Bosie might actually be a little schizophrenic that she doesn't dare to face her feelings. And when Wilde was in prison one day and he needed to take this feeling seriously, it became less pure for him and became a responsibility - it was his willfulness that led Wilde to prison. His feelings require his "dare to face", which is a passion and a challenge for him. Robie is a formal rival in love to him. In his heart, he may not take Robie too seriously. He knows that Wilde loves him. But the presence of Robie is also necessary, and Bosie needs a "rival" to adjust his feelings for Wilde.
Robie converted to Catholicism when Wilde had another lover. It's a bit of self-imposed confinement, as if it had foreseen Wilde's uninhibited future and the tragic fate he would endure. When it all came true little by little, Robie's guilt grew, and he always felt that he was the one who killed Wilde. In the entanglement of love and self-blame, he chose to be indifferent to life and keep silent about his feelings.

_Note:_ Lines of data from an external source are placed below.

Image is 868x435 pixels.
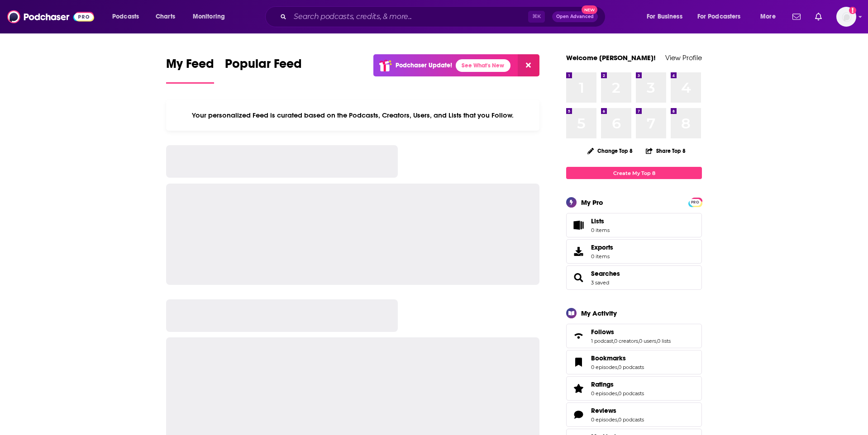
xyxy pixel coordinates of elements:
a: Reviews [570,408,588,421]
span: Exports [591,243,614,251]
div: My Pro [581,198,603,207]
a: 0 episodes [591,416,617,423]
span: 0 items [591,254,614,259]
button: open menu [754,9,787,24]
span: Reviews [591,406,616,415]
span: For Podcasters [697,10,741,23]
p: Podchaser Update! [396,61,452,69]
span: Podcasts [112,10,139,23]
a: Create My Top 8 [566,167,702,179]
button: Change Top 8 [582,145,638,156]
a: 0 podcasts [618,390,644,396]
span: My Feed [166,56,214,77]
span: Reviews [566,403,702,427]
span: , [617,390,618,396]
span: Monitoring [192,10,225,23]
button: open menu [187,9,236,24]
a: View Profile [665,53,702,62]
button: Share Top 8 [645,142,686,160]
a: Lists [566,213,702,238]
span: , [617,364,618,370]
span: Searches [566,265,702,290]
svg: Add a profile image [849,6,856,14]
a: Welcome [PERSON_NAME]! [566,53,656,62]
span: Bookmarks [566,350,702,375]
span: Lists [591,217,604,225]
a: 0 lists [657,338,670,344]
span: Open Advanced [556,14,594,19]
a: Charts [150,9,180,24]
a: Popular Feed [225,56,302,84]
a: 3 saved [591,279,609,286]
span: PRO [690,199,701,206]
a: Searches [570,272,588,284]
span: , [617,416,618,423]
span: Follows [566,323,702,348]
a: 0 episodes [591,390,617,396]
span: More [761,10,776,23]
span: ⌘ K [528,11,545,22]
a: PRO [690,199,701,205]
span: Lists [591,217,610,225]
a: 1 podcast [591,338,614,344]
div: Your personalized Feed is curated based on the Podcasts, Creators, Users, and Lists that you Follow. [166,100,539,130]
a: Bookmarks [591,354,644,362]
span: , [614,338,614,344]
span: Charts [156,10,175,23]
span: , [638,338,639,344]
a: Reviews [591,406,644,415]
span: Lists [570,219,588,231]
img: Podchaser - Follow, Share and Rate Podcasts [7,8,94,25]
input: Search podcasts, credits, & more... [290,9,528,24]
div: My Activity [581,309,617,318]
button: Show profile menu [836,6,856,27]
span: Ratings [591,380,614,388]
a: My Feed [166,56,214,84]
a: 0 podcasts [618,364,644,370]
span: For Business [647,10,683,23]
span: Exports [570,245,588,258]
a: Follows [591,328,670,336]
a: Ratings [591,380,644,388]
span: Popular Feed [225,56,302,77]
a: Show notifications dropdown [789,9,804,24]
a: Show notifications dropdown [811,9,825,24]
button: open menu [691,9,754,24]
a: 0 creators [614,338,638,344]
a: See What's New [456,59,510,72]
a: Searches [591,269,620,277]
a: Bookmarks [570,356,588,369]
span: , [656,338,657,344]
a: 0 users [639,338,656,344]
a: Follows [570,330,588,342]
a: 0 episodes [591,364,617,370]
img: User Profile [836,6,856,27]
span: 0 items [591,227,610,233]
span: Follows [591,328,614,336]
div: Search podcasts, credits, & more... [274,6,614,27]
button: open menu [640,9,694,24]
span: Ratings [566,376,702,400]
span: New [582,6,598,14]
button: Open AdvancedNew [552,12,598,22]
a: Exports [566,239,702,264]
button: open menu [106,9,151,24]
a: Ratings [570,382,588,395]
span: Bookmarks [591,354,626,362]
a: 0 podcasts [618,416,644,423]
span: Logged in as sophiak [836,6,856,27]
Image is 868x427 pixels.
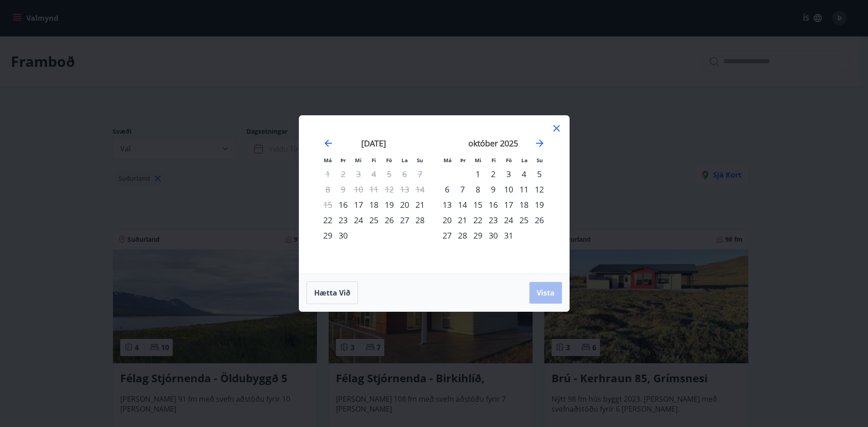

He could take off his hat and salute Wilde in the midst of the scolding of the crowd, he could help Wilde collect letters and photos, and he could recite Wilde's poems, but he never expressed his feelings positively.
Robie is like another wilde, more earthly and peaceful, with a lover's heart.
I couldn't help but google it, he was the one who accompanied Wilde to the end. Wilde converted to Catholicism in the last year of his life. Maybe he didn't really believe in some myths like God in heaven, but he must be 200,000 lucky to have Robie with him. Believing what he believed, along with his beliefs, was probably the only thing he could do for Robie.
Of course, there are adaptations in the movie, but the script and actors' performance of Robie's role is enough to let me know the most kind part of this person, and the best supporting actor must be awarded to him. The final subtitle of the movie says that Robie was buried in Wilde's tomb after his death. I don't know if it was the one from Lachaise Cemetery. Could the "lady" who donated the tomb be him?
The countless kisses on Wilde's tombstone should be dedicated to the person who loved him all his life.

View more about Wilde reviews

Extended Reading

Wilde quotes

  • Oscar Wilde: What a wonderfully wicked life you lead, you boys.

  • Constance Lloyd Wilde: People have never understood the courage he needed to be himself.